On Sun, Jul 19, 2009 at 10:56 PM, Tom Lane<[email protected]> wrote:
> I think we want something along the lines of relation_is_distinct_for
> with a list of columns and a list of comparison operators, where the
> first-cut implementation will be to look for matching indexes.
> This will be different from query_is_distinct_for, but it's dealing
> with the same sorts of considerations about whether the operator
> semantics are the right things.
I took at a first crack at coding up an implementation of
relation_is_distinct_for() tonight. Pseudocode:
for each indexoptinfo
{
if (not unique or not predOK or contains expressions)
skip it;
for c = 0 .. ind->ncolumns
{
opid = distinct_col_search(ind->indexkeys[c], colnos, opids);
if (!OidIsValid(opid) || !equality_ops_are_compatible(opid, XXXXXXXX))
break;
}
if (found them all)
return true;
}
return false;
distinct_col_search() is going to return the relevant equality
operator from the argument list, which is ultimately going to come
from the RestrictInfo for the join clause. So I need to see whether
that's compatible with the index, but equality_ops_are_compatible()

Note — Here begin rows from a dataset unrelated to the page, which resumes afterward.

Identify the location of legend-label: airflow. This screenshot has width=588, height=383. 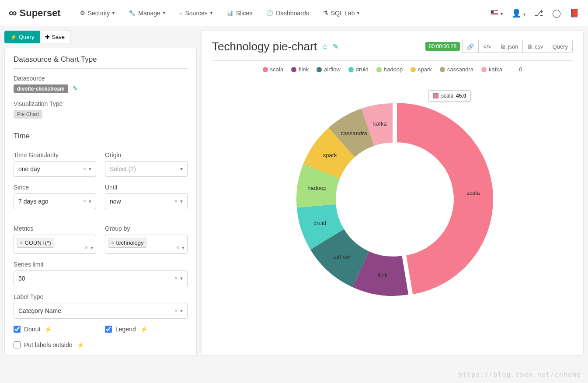
(332, 69).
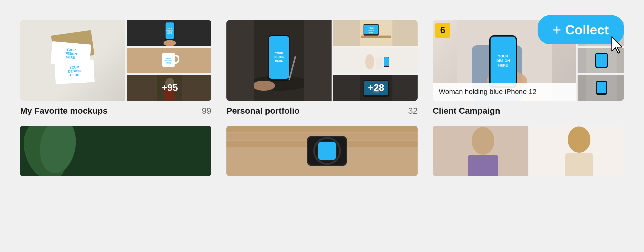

wants two equality operators, and what I have is one equality operator
and one operator class.
Maybe it's sufficient to just check whether op_in_opfamily(opid,
ind->opfamily[c]), and skip equality_ops_are_compatible()?
I am having a hard time wrapping my brain around what it means to have
multiple, incompatible notions of equality... any help appreciated!